Work order = Starting at the line that holds "Identify the location", quote every line through the end of the records, both boundary lines included. Omit the pictures.

»»

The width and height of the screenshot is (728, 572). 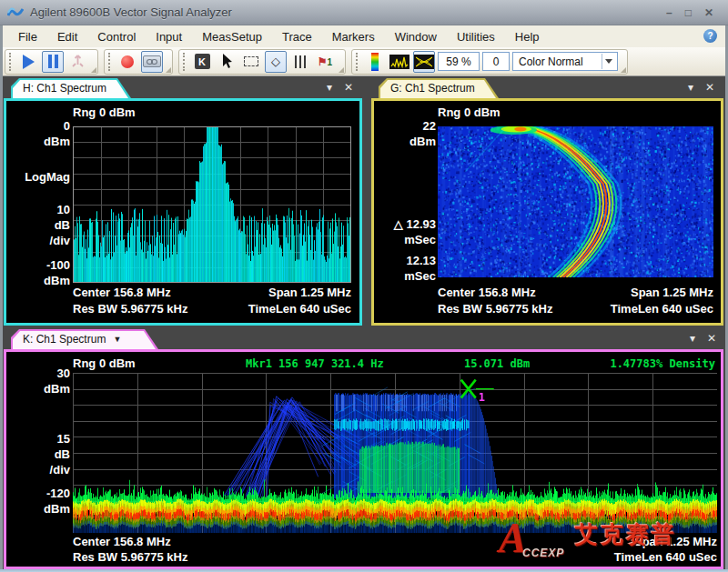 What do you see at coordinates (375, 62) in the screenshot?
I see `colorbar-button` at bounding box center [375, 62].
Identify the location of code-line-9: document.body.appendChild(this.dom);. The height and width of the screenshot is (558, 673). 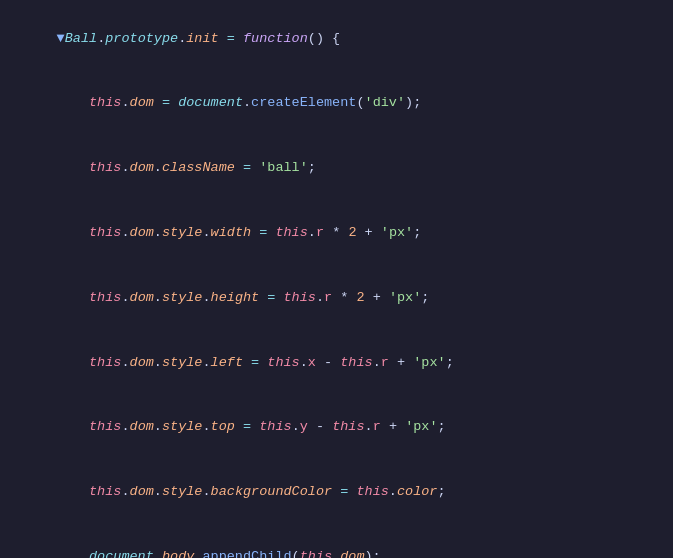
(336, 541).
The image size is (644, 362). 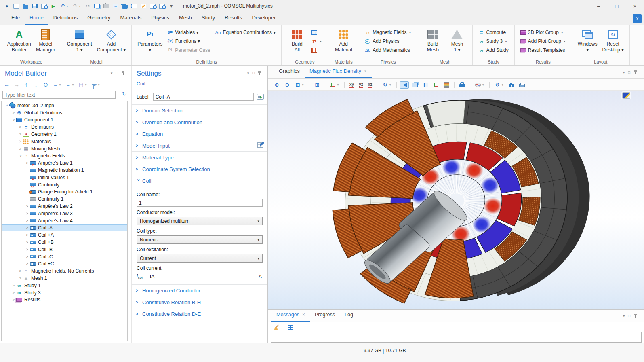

««

Response to the task =
Identify the location of code-line-9: document.body.appendChild(this.dom);. The height and width of the screenshot is (558, 673). 
(336, 541).
The image size is (644, 362). 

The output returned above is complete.